Pettison was in his wheelchair at the back of the church, well wrapped up against the cold, and Justin could hear his voice singing hymns in a loud voice. Hypocrite! Just you wait until we’re back in Tresham, he thought angrily.

Now it was time to lower the coffin into the grave, and Justin and his mother threw in handfuls of earth with a last prayer. “Rest in peace, Dad,” he said to himself. “Rest in peace.”

*


S
o when is
J
ustin coming back?” asked
J
osie, sorting out new stock to go on the shelves.

Lois had arrived early, saying that she needed more porridge oats. “Don’t you know, dear?” she replied.

“I’ve heard nothing, and I’m glad. Sooner or later, we’re going to have to tell him we no longer have the shrews. If that’s what they were.”

“I suppose we could make up a story about them being collected, and leave it at that,” said Josie.

“Collected by who?” said Lois. “He’s bound to be suspicious.”

“Well, that’d be better than having to admit they were stolen. He did ask us to look after them.”

“Which we did, to the best of our ability. Not our fault if the shed got broken into.”

“It didn’t, Mum. Don’t you remember? I unlocked it in the usual way with the key. I suppose we should tell the police? I haven’t even told Matthew yet. I keep remembering Justin saying we were not to tell anyone.”

“But we told Cowgill, and his niece. They know the poor little things have gone.”

“Well, let’s hope Dot finds them in the zoo. I must say it’s the last time Justin uses the shed for his weird pets! It’s the funeral today, so he could be back here tomorrow, or even later on today.”

Lois paid for her porridge oats, and said they would keep in touch. “And you be careful, my duckie,” were her last words as she left the shop.

*

I
n
T
resham,
B
etsy
B
rierley was struggling from the car to her front door, carrying four heavy bags of shopping from the supermarket. As she approached, the door opened and Ted stood there, holding out his arms to help.

“Phew! I don’t know, Ted, we seem to get through an awful lot of food. Just dump them in the kitchen, and I’ll sort them out later. I’m dying for a coffee, if you’ve got the kettle on.”

When she had taken off her coat and settled down with a hot drink, Ted, who had up to then been silent, began to speak.

“Betsy, we shall have to be a bit careful, you know. My hours at work are being cut. The current economic situation, an’ all that. So perhaps we’ll give up the luxuries for a bit.”

“What luxuries? A bit of cream and a couple of peaches is hardly luxury living, is it.”

“No, dear, of course not. But you know what I mean. Oh, and by the way,” he said, on his way out to the kitchen, “I found a strange-looking mousetrap in the washhouse, and a couple of dead mice in it. Funny-looking mice, but anyway, as they were very dead, I put the whole thing in the bin. Must have been our neighbour’s. They weren’t Pettison’s were they? He looks after his stuff too well. I know you’re not partial to mice so I thought I’d get rid of them. They were rather pathetic, actually, curled up together as if they’d frozen to death.”

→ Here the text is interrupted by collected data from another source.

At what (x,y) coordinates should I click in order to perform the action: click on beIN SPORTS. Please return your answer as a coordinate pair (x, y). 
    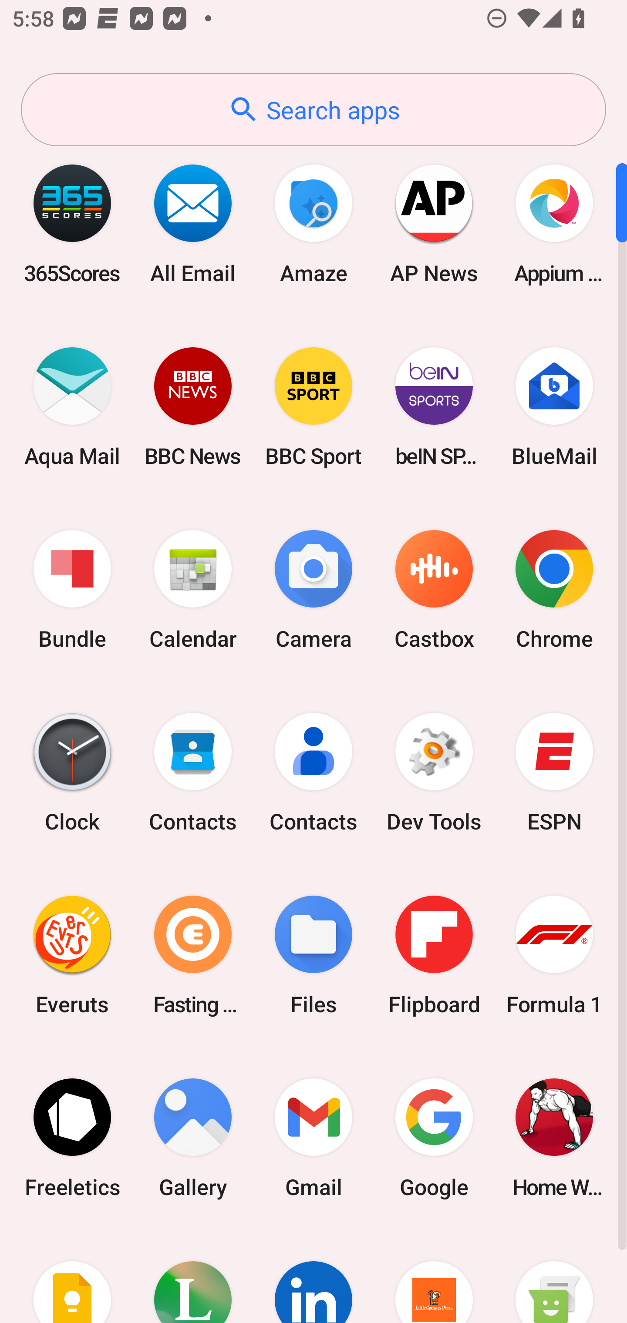
    Looking at the image, I should click on (433, 406). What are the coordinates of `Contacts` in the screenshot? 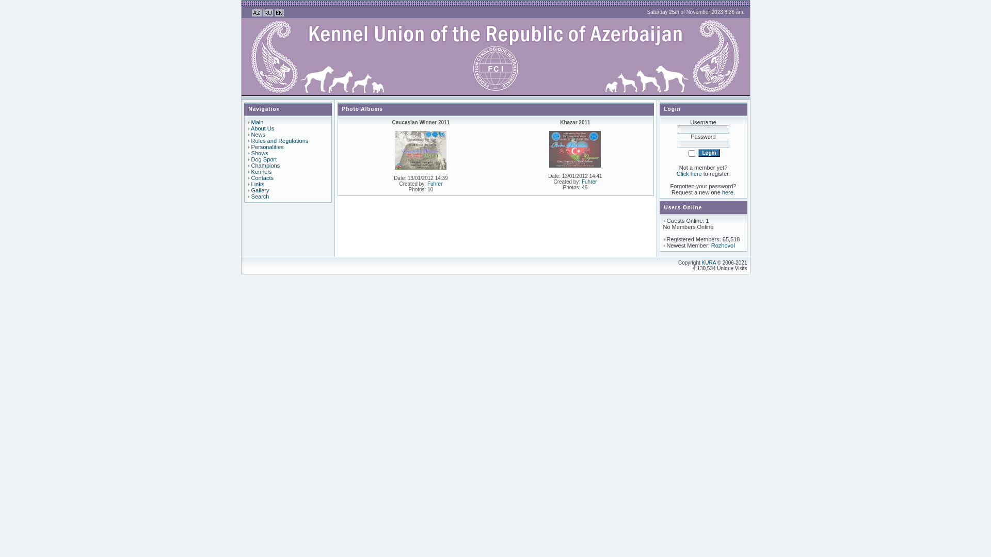 It's located at (262, 178).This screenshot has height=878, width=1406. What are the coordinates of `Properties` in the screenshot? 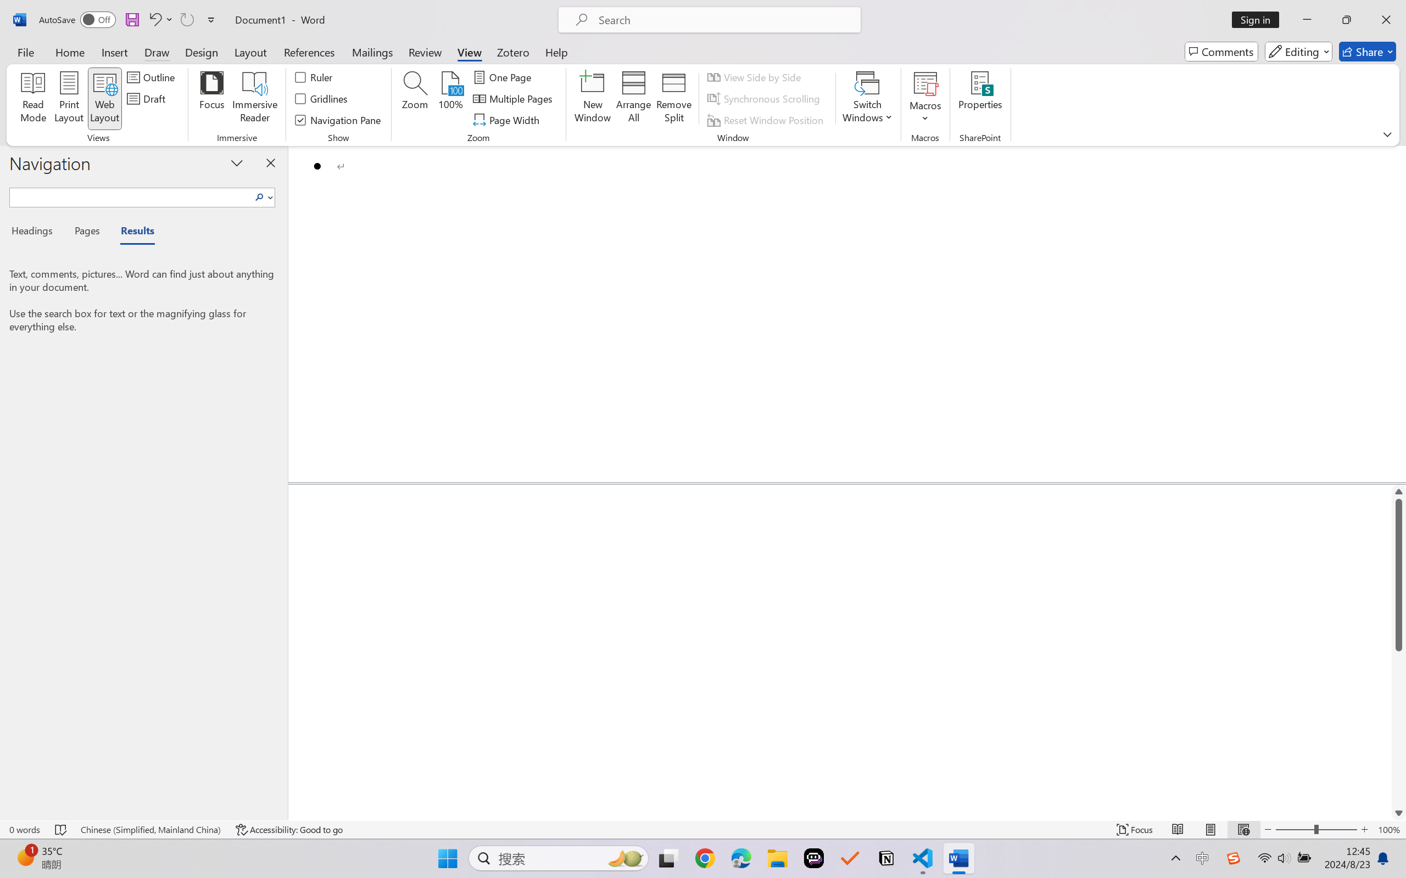 It's located at (979, 99).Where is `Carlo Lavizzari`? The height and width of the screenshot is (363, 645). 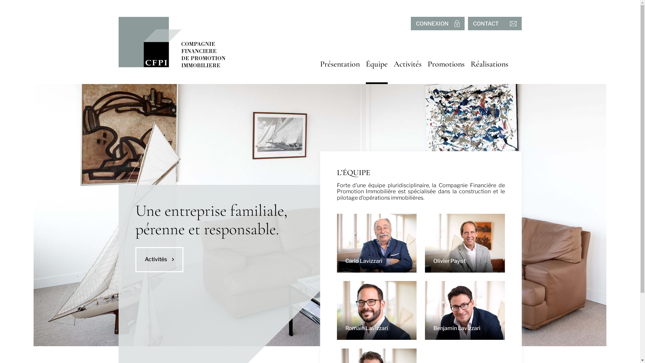 Carlo Lavizzari is located at coordinates (377, 243).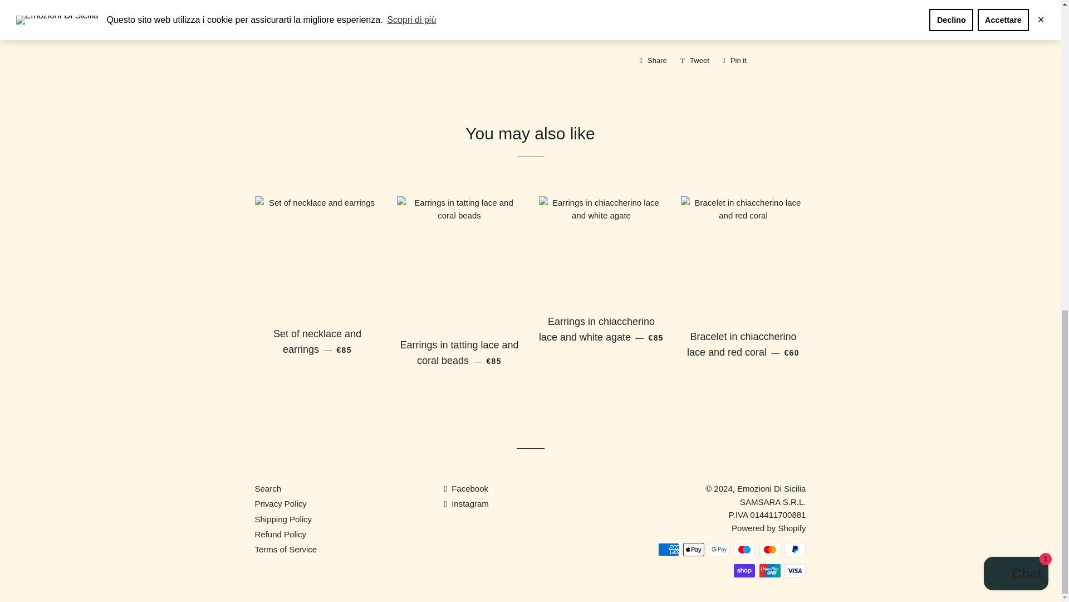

“Ted Brierley!” said Betsy. “You have just thrown away two and a half thousand pounds! Of course they were Pettison’s. I had to collect them from Farnden. Still, if they were dead, they were no use anyway. Make sure you cover ’em up with plenty of rubbish. The bin men come today, don’t they? Right. Now, can I have another dollop of cream in this coffee, or would that count as luxury living?”